Tag Archives: microgravity

Space is a (more dangerous) place

New results of space shuttle research on bacteria has ominous implications. People get weaker in microgravity and have to exercise like crazy just to retain their normal health. But that same microgravity makes Salmonella typhimurium bacteria more virulent. The researchers say the finding might help them concoct new treatments for infections from the bug here on the ground. They probably also better be thinking about this new danger for already-impaired people out in the black.

Almost zero G

Famed physicist Stephen Hawking, advocate of humanity migrating into the solar system and beyond, will soon get his first experience with microgravity in a Boeing 727 on a parabolic flight:

"To be allowed to carry Prof. Hawking, Zero-G needed to obtain a unique certificate from the Federal Aviation Administration (FAA)–no one has ever flown a disabled person in weightlessness before. Prof. Hawking will be accompanied by a team of three doctors and at least two of the Cambridge professor’s experienced caregivers."

I had the chance for a similar flight out of Houston a few years before I retired, but passed on it. I get rather seriously seasick, and sometimes airsick, and while I would jump at an opportunity to go into space, a minute or less in microgravity (bookended by a stomach-churning 1.8 Gs) hardly seems worth it. Though it does look like fun.

UPDATE  Post-flight, Hawking tells the BBC: "It was amazing.The zero-G part was wonderful and the higher-G part was no problem. I could have gone on and on. Space, here I come!"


Exercise ▸ After removing every image, reproduce the data exactly as it appears.

Entries provided ▸
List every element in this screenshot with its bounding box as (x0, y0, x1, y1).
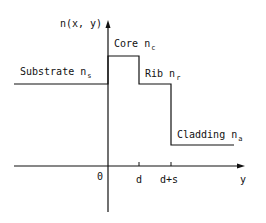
x-axis-label: y (240, 175, 246, 185)
tick-label-0: 0 (97, 172, 103, 182)
horizontal-axis-arrow-icon (237, 164, 245, 169)
tick-label-d-plus-s: d+s (160, 175, 178, 185)
refractive-index-profile-diagram: n(x, y) Core nc Substrate ns Rib nr Clad… (0, 0, 266, 223)
cladding-label: Cladding na (177, 130, 242, 140)
substrate-label: Substrate ns (20, 67, 91, 77)
y-axis-label: n(x, y) (60, 19, 102, 29)
vertical-axis-arrow-icon (106, 20, 111, 28)
profile-plot (0, 0, 266, 223)
tick-label-d: d (136, 175, 142, 185)
core-label: Core nc (114, 39, 155, 49)
rib-label: Rib nr (145, 69, 180, 79)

Your solution ▸
List every element in this screenshot with its bounding box as (x0, y0, x1, y1).
x-axis-label: y (240, 175, 246, 185)
tick-label-0: 0 (97, 172, 103, 182)
horizontal-axis-arrow-icon (237, 164, 245, 169)
tick-label-d-plus-s: d+s (160, 175, 178, 185)
refractive-index-profile-diagram: n(x, y) Core nc Substrate ns Rib nr Clad… (0, 0, 266, 223)
cladding-label: Cladding na (177, 130, 242, 140)
substrate-label: Substrate ns (20, 67, 91, 77)
y-axis-label: n(x, y) (60, 19, 102, 29)
vertical-axis-arrow-icon (106, 20, 111, 28)
profile-plot (0, 0, 266, 223)
tick-label-d: d (136, 175, 142, 185)
core-label: Core nc (114, 39, 155, 49)
rib-label: Rib nr (145, 69, 180, 79)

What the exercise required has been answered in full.